All Hell Breaks Loose in Iraq

Views on BG | April 10, 2004, Saturday // 00:00

Arab news
By Naseer Al-Nahr

On the first anniversary of Saddam Hussein's fall, all hell broke loose in Iraq, with Sunni and Shiite resistance fighters battling US-led forces while continuing to hold three Japanese and several other foreign hostages.

Fierce fighting that has convulsed the Sunni cities of Fallujah and Ramadi reached the western fringe of Baghdad, where Iraqis killed nine in an attack on a US fuel convoy, and said they had seized four Italians and two Americans. At the scene of the convoy attack, a dead foreigner lay on the road bleeding from the head as an Iraqi beat him.

Teenage fighters with rocket-propelled grenades and rifles lurked on bridges or in derelict lots near the main highway leading west toward the embattled town of Fallujah.

Iraq's US administrator Paul Bremer said US forces had unilaterally suspended operations in Fallujah at midday after a crackdown on resistance fighters to allow aid in and hold unprecedented talks with resistance fighters.

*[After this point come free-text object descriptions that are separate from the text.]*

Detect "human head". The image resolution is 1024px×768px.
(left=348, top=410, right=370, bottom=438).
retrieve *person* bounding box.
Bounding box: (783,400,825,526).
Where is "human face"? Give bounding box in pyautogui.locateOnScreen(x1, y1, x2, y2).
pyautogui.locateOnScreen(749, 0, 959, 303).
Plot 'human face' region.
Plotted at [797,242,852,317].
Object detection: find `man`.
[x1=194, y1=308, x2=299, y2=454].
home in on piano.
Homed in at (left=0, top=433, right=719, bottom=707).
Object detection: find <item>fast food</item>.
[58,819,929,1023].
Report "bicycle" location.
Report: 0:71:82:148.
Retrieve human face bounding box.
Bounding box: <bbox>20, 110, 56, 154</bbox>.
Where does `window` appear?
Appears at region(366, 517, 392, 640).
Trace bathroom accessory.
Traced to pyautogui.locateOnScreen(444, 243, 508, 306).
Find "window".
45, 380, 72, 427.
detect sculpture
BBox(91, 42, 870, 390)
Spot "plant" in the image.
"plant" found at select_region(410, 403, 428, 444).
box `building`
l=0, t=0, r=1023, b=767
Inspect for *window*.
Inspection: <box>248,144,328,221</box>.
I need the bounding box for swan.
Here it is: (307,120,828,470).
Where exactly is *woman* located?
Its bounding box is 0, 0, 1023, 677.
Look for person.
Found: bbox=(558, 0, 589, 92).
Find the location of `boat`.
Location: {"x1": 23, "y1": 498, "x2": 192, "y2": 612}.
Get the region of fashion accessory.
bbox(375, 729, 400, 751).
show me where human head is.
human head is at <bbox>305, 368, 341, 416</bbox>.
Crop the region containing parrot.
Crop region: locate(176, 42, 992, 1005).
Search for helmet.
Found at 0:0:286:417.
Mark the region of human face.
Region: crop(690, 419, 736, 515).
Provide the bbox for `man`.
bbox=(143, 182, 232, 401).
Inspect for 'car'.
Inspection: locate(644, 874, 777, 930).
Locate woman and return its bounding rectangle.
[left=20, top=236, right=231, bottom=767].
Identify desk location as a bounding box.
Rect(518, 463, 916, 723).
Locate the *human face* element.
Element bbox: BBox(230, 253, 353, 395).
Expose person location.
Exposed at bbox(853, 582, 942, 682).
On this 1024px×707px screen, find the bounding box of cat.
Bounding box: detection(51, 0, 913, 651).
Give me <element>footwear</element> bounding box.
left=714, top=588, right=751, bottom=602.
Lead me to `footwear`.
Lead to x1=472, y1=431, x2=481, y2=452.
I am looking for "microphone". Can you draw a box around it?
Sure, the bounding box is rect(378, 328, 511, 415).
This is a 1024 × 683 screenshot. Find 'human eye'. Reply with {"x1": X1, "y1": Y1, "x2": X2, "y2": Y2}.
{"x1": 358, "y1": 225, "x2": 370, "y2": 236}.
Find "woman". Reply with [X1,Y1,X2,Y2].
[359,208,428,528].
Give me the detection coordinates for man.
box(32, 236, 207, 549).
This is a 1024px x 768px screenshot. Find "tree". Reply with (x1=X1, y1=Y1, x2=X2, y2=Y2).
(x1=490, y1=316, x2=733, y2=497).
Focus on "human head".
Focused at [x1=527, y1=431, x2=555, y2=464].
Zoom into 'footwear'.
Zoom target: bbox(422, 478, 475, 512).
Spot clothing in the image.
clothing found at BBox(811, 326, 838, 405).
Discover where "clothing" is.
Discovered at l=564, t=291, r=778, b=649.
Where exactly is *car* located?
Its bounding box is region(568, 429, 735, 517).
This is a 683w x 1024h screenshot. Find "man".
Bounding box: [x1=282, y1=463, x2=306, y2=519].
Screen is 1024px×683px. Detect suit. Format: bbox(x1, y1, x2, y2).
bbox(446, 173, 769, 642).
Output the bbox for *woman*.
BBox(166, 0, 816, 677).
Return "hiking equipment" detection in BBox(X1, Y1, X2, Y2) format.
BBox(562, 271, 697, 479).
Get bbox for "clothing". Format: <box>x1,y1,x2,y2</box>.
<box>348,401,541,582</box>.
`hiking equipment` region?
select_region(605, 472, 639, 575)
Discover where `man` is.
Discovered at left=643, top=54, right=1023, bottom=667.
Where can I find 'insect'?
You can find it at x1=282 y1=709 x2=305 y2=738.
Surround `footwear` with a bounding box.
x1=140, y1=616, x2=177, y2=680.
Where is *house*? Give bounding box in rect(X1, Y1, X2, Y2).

This week's bloodshed has shown how far the United States is from securing the country whose dictator it toppled on April 9, 2003. Iraqis traumatized by 35 years of Baathist rule then hoped Saddam Hussein's removal would bring them freedom and a better life.

Today they face an uncertain future after 12 months of violence that is sapping a reconstruction drive, hampering oil exports to pay for it and frightening off foreign investors.

In the past week, hundreds of Iraqis and at least 51 allied and US soldiers have been killed. A British civilian was also killed, the Foreign Office in London said on Thursday. He was working for a US security firm.

Baghdad streets were quiet yesterday as many residents feared more violence.
"America is the big devil and Britain and Blair are the lesser devils," a preacher at Baghdad's Umm Al-Qura Mosque told an angry congregation.

Reflecting a growing hostility to outsiders, one worshiper said: "When we get the order for jihad, no foreigner will be safe in Iraq."

US-led troops retook the eastern town of Kut two days after Ukrainian soldiers withdrew after clashes with Shiite fighters loyal to cleric Moqtada Sadr, who launched an uprising across southern Iraq this week.

Bremer announced the Fallujah cease-fire after five days of street fighting. The director of the main hospital said 450 Iraqis had been killed and 1,000 wounded in the city this week.

Marines launched "Operation Iron Resolve" in Fallujah after last week's killing and mutilation of four US security guards. The ferocity of the crackdown has angered Iraqi politicians working with Bremer's administration.

"We are seeing the liquidation of a whole city," Governing Council member Ghazi Ajil Al-Yawar told Al-Jazeera television, saying he might resign in protest over the treatment of Fallujah. "These operations were a mass punishment for the people of Fallujah," Adnan Pachachi, one of the most pro-American members of the US-picked Governing Council, told Al-Arabiya TV. "It was not right to punish all the people of Fallujah and we consider these operations by the Americans unacceptable and illegal."

After Friday prayers, clashes erupted in the mixed Sunni-Shiite town of Baqubah, north of Baghdad, as resistance fighters fought US troops and attacked buildings.
Shooting also broke out after a demonstration in the northern city of Mosul, witnesses said.

They said at least three Iraqis were killed in fighting around Mosul city hall and a dawn-to-dusk curfew had been imposed. Clashes in Karbala between Shiite fighters and Polish and Bulgarian troops killed 15 Iraqis.

Shiite militiamen still control the center of Najaf, where Sadr is thought to be holed up. The violence erupted as Shiite pilgrims thronged Karbala for Arbaeen, a religious occasion that climaxes this weekend.

Sunnis and Shiites prayed together in the southern city of Basra, in one of many shows of solidarity seen across Iraq.

A major international oil conference due to take place in the city later this month was cancelled due to security fears.

In Baghdad, new razor wire barriers blocked streets around Paradise Square where US Marines and Iraqis dragged down Saddam's statue a year ago. Loudspeaker messages warned the public to stay away. The measures appeared designed to foil possible anniversary protests against the US-led occupation.

Posters of Sadr fluttered on a green sculpture symbolizing a new Iraq erected on the plinth where Saddam's statue once stood. A US soldier later climbed a ladder to pull down the Sadr pictures in an eerie echo of last year's iconic images.